Assuming you didn't personally do anything they can prosecute you for in the matter of the grand jury, they'll go after you based on what they know. The cops will arrest you on any little thing they have suspicion of, even if they know they can't prosecute you, just so that they can keep you in jail for a few days while you miss two shifts at work and your friends have to scramble to raise bail. They'll leak any embarrassing info that comes out, to your boss or your family or even the local press. Whatever they can do to make your life a little harder.
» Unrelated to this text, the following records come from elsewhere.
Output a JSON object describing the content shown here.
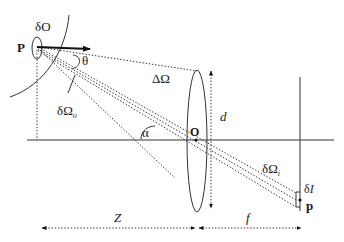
{
  "diagram": {
    "type": "optics-radiometry-lens-geometry",
    "labels": {
      "surface_patch": "δO",
      "point_P": "P",
      "angle_theta": "θ",
      "solid_angle_lens": "ΔΩ",
      "solid_angle_object": "δΩ",
      "solid_angle_object_sub": "o",
      "angle_alpha": "α",
      "lens_center": "O",
      "lens_diameter": "d",
      "solid_angle_image": "δΩ",
      "solid_angle_image_sub": "i",
      "image_patch": "δI",
      "image_point": "p",
      "distance_object": "Z",
      "focal_length": "f"
    },
    "colors": {
      "line": "#333333",
      "text": "#1a1a1a",
      "background": "#ffffff"
    }
  }
}
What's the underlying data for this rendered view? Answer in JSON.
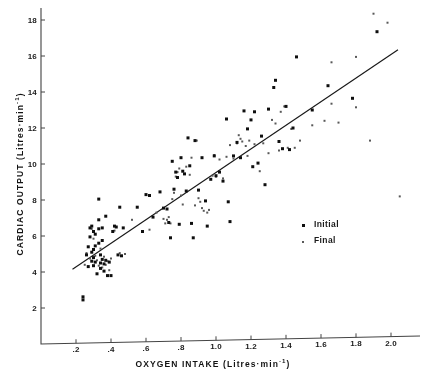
{
  "chart_data": {
    "type": "scatter",
    "title": "",
    "xlabel": "OXYGEN INTAKE (Litres·min",
    "xlabel_exp": "-1",
    "xlabel_tail": ")",
    "ylabel": "CARDIAC OUTPUT (Litres·min",
    "ylabel_exp": "-1",
    "ylabel_tail": ")",
    "xlabel_full": "OXYGEN INTAKE (Litres·min-1)",
    "ylabel_full": "CARDIAC OUTPUT (Litres·min-1)",
    "xlim": [
      0.0,
      2.15
    ],
    "ylim": [
      0.0,
      18.9
    ],
    "xticks": [
      0.2,
      0.4,
      0.6,
      0.8,
      1.0,
      1.2,
      1.4,
      1.6,
      1.8,
      2.0
    ],
    "xticklabels": [
      ".2",
      ".4",
      ".6",
      ".8",
      "1.0",
      "1.2",
      "1.4",
      "1.6",
      "1.8",
      "2.0"
    ],
    "yticks": [
      2,
      4,
      6,
      8,
      10,
      12,
      14,
      16,
      18
    ],
    "yticklabels": [
      "2",
      "4",
      "6",
      "8",
      "10",
      "12",
      "14",
      "16",
      "18"
    ],
    "grid": false,
    "legend_position": "center-right",
    "marker_colors": {
      "initial": "#111111",
      "final": "#595959"
    },
    "trend_line": {
      "label": "regression line",
      "x_start": 0.18,
      "y_start": 4.15,
      "x_end": 2.04,
      "y_end": 16.35
    },
    "series": [
      {
        "name": "Initial",
        "marker": "square",
        "marker_size": 3,
        "points": [
          [
            0.24,
            2.62
          ],
          [
            0.24,
            2.45
          ],
          [
            0.26,
            4.95
          ],
          [
            0.27,
            4.3
          ],
          [
            0.27,
            5.4
          ],
          [
            0.28,
            6.45
          ],
          [
            0.28,
            5.95
          ],
          [
            0.29,
            6.55
          ],
          [
            0.29,
            5.1
          ],
          [
            0.29,
            4.6
          ],
          [
            0.3,
            6.25
          ],
          [
            0.3,
            5.25
          ],
          [
            0.3,
            4.8
          ],
          [
            0.3,
            4.35
          ],
          [
            0.31,
            6.1
          ],
          [
            0.31,
            5.45
          ],
          [
            0.31,
            4.55
          ],
          [
            0.32,
            3.9
          ],
          [
            0.33,
            8.05
          ],
          [
            0.33,
            6.9
          ],
          [
            0.33,
            6.4
          ],
          [
            0.33,
            5.6
          ],
          [
            0.34,
            4.95
          ],
          [
            0.34,
            4.5
          ],
          [
            0.34,
            4.2
          ],
          [
            0.35,
            6.45
          ],
          [
            0.35,
            5.75
          ],
          [
            0.35,
            4.7
          ],
          [
            0.36,
            4.45
          ],
          [
            0.36,
            4.05
          ],
          [
            0.37,
            7.1
          ],
          [
            0.37,
            4.65
          ],
          [
            0.38,
            3.8
          ],
          [
            0.39,
            4.55
          ],
          [
            0.4,
            3.8
          ],
          [
            0.41,
            6.25
          ],
          [
            0.42,
            6.55
          ],
          [
            0.43,
            6.5
          ],
          [
            0.44,
            4.95
          ],
          [
            0.45,
            7.6
          ],
          [
            0.46,
            4.9
          ],
          [
            0.47,
            6.45
          ],
          [
            0.55,
            7.6
          ],
          [
            0.58,
            6.25
          ],
          [
            0.6,
            8.3
          ],
          [
            0.62,
            8.25
          ],
          [
            0.64,
            7.05
          ],
          [
            0.68,
            8.45
          ],
          [
            0.7,
            7.55
          ],
          [
            0.72,
            7.5
          ],
          [
            0.73,
            6.75
          ],
          [
            0.74,
            5.9
          ],
          [
            0.75,
            10.15
          ],
          [
            0.76,
            8.6
          ],
          [
            0.77,
            9.55
          ],
          [
            0.78,
            9.25
          ],
          [
            0.79,
            6.65
          ],
          [
            0.8,
            10.35
          ],
          [
            0.81,
            9.6
          ],
          [
            0.82,
            9.45
          ],
          [
            0.83,
            8.5
          ],
          [
            0.84,
            11.45
          ],
          [
            0.85,
            9.9
          ],
          [
            0.86,
            6.7
          ],
          [
            0.87,
            5.9
          ],
          [
            0.88,
            11.3
          ],
          [
            0.9,
            8.55
          ],
          [
            0.92,
            10.35
          ],
          [
            0.94,
            7.95
          ],
          [
            0.95,
            6.55
          ],
          [
            0.97,
            9.15
          ],
          [
            0.99,
            10.45
          ],
          [
            1.0,
            9.35
          ],
          [
            1.02,
            9.55
          ],
          [
            1.04,
            9.05
          ],
          [
            1.06,
            12.5
          ],
          [
            1.07,
            7.9
          ],
          [
            1.08,
            6.8
          ],
          [
            1.1,
            10.45
          ],
          [
            1.12,
            11.2
          ],
          [
            1.14,
            10.35
          ],
          [
            1.16,
            12.95
          ],
          [
            1.18,
            11.95
          ],
          [
            1.2,
            12.45
          ],
          [
            1.21,
            9.85
          ],
          [
            1.22,
            12.9
          ],
          [
            1.24,
            10.05
          ],
          [
            1.26,
            11.55
          ],
          [
            1.28,
            8.85
          ],
          [
            1.3,
            13.05
          ],
          [
            1.33,
            14.25
          ],
          [
            1.34,
            14.65
          ],
          [
            1.36,
            11.25
          ],
          [
            1.38,
            10.85
          ],
          [
            1.4,
            13.2
          ],
          [
            1.42,
            10.8
          ],
          [
            1.44,
            12.0
          ],
          [
            1.46,
            15.95
          ],
          [
            1.55,
            13.0
          ],
          [
            1.64,
            14.35
          ],
          [
            1.78,
            13.65
          ],
          [
            1.92,
            17.35
          ]
        ]
      },
      {
        "name": "Final",
        "marker": "square",
        "marker_size": 2,
        "points": [
          [
            0.25,
            4.4
          ],
          [
            0.26,
            5.05
          ],
          [
            0.28,
            4.75
          ],
          [
            0.29,
            6.4
          ],
          [
            0.3,
            5.85
          ],
          [
            0.31,
            4.9
          ],
          [
            0.32,
            4.65
          ],
          [
            0.33,
            4.35
          ],
          [
            0.34,
            5.3
          ],
          [
            0.35,
            4.25
          ],
          [
            0.36,
            4.85
          ],
          [
            0.37,
            4.4
          ],
          [
            0.38,
            4.6
          ],
          [
            0.39,
            4.1
          ],
          [
            0.4,
            4.75
          ],
          [
            0.42,
            6.3
          ],
          [
            0.45,
            5.05
          ],
          [
            0.48,
            5.0
          ],
          [
            0.52,
            6.9
          ],
          [
            0.62,
            6.35
          ],
          [
            0.66,
            7.3
          ],
          [
            0.7,
            6.95
          ],
          [
            0.71,
            6.7
          ],
          [
            0.72,
            6.9
          ],
          [
            0.73,
            7.05
          ],
          [
            0.74,
            6.7
          ],
          [
            0.75,
            8.05
          ],
          [
            0.76,
            8.4
          ],
          [
            0.77,
            9.3
          ],
          [
            0.78,
            9.55
          ],
          [
            0.79,
            9.75
          ],
          [
            0.8,
            8.25
          ],
          [
            0.81,
            7.75
          ],
          [
            0.83,
            9.85
          ],
          [
            0.85,
            9.4
          ],
          [
            0.86,
            10.35
          ],
          [
            0.88,
            7.7
          ],
          [
            0.9,
            8.1
          ],
          [
            0.91,
            7.9
          ],
          [
            0.92,
            7.55
          ],
          [
            0.93,
            7.4
          ],
          [
            0.95,
            7.3
          ],
          [
            0.96,
            7.45
          ],
          [
            0.98,
            9.35
          ],
          [
            1.0,
            9.3
          ],
          [
            1.02,
            10.25
          ],
          [
            1.04,
            9.2
          ],
          [
            1.06,
            10.4
          ],
          [
            1.08,
            11.05
          ],
          [
            1.1,
            10.3
          ],
          [
            1.12,
            11.15
          ],
          [
            1.13,
            11.6
          ],
          [
            1.15,
            11.25
          ],
          [
            1.17,
            11.0
          ],
          [
            1.19,
            11.3
          ],
          [
            1.22,
            11.1
          ],
          [
            1.25,
            9.6
          ],
          [
            1.27,
            11.15
          ],
          [
            1.3,
            10.6
          ],
          [
            1.32,
            12.45
          ],
          [
            1.34,
            12.25
          ],
          [
            1.36,
            10.75
          ],
          [
            1.37,
            12.9
          ],
          [
            1.39,
            13.2
          ],
          [
            1.41,
            10.9
          ],
          [
            1.43,
            11.95
          ],
          [
            1.45,
            10.9
          ],
          [
            1.48,
            11.3
          ],
          [
            1.55,
            12.15
          ],
          [
            1.62,
            12.4
          ],
          [
            1.66,
            13.35
          ],
          [
            1.7,
            12.3
          ],
          [
            1.8,
            13.15
          ],
          [
            1.8,
            15.95
          ],
          [
            1.66,
            15.65
          ],
          [
            1.88,
            11.3
          ],
          [
            1.9,
            18.35
          ],
          [
            1.98,
            17.85
          ],
          [
            2.05,
            8.2
          ],
          [
            1.14,
            11.4
          ],
          [
            1.18,
            10.45
          ],
          [
            0.99,
            10.5
          ],
          [
            0.89,
            11.3
          ]
        ]
      }
    ],
    "legend": [
      {
        "label": "Initial",
        "marker": "large-square"
      },
      {
        "label": "Final",
        "marker": "small-square"
      }
    ]
  }
}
They will lean fucking hard on anyone who is involved in the scene but had second thoughts or felt like they were dragged into something they never wanted to do in the first place by their friends. The cops will say 'do you want to get your life ruined by people who did something stupid over something you barely even believe in' and sometimes that's a very compelling argument! If people have dependents or kids who they think won't be looked after if they go to prison, there's a lot of pressure to cooperate.
It's important to note two things:
1) Based on the ratio of actual prison sentences to maximum possible sentences for the charges, it's better for people not to cooperate with the jury both individually and as a group. People who talk still get sentenced, with the information they helped provide.
2) These aren't surgical strikes, they're an artillery barrage designed to destroy infrastructure and send people running for cover. Cops don't want you to have friends, they don't want you to hang out and have fun, they don't want you getting or providing food or shelter through anything you can't get fired from. They don't want committed direct-action people swimming freely through a sea of friendly people. They're not scared of the flower, they're scared of the soil that grows it.
Narratives from three people who successfully stood up to grand jury indictments: one who served jail time for resisting, one who went on th
wow i wonder if that 300 year gap could be explained by any outside factorsâŠâŠ.whoa! for some reason it lines up with the timeline of britainâs invasion and subsequent colonization of ireland! wild, huh? i wonder if the two are connected in some way? i guess the world will never knowâŠ.
âwhy do the Irish hate the English so much? It couldnât have been *that* bad!!â
This was in place till 1973.
Seeing non irish people reblogging this makes me happy
The stereotype of âthe Irish are drunksâ is English propaganda used to justify paternalism and controlling the Irish. Itâs bullshit.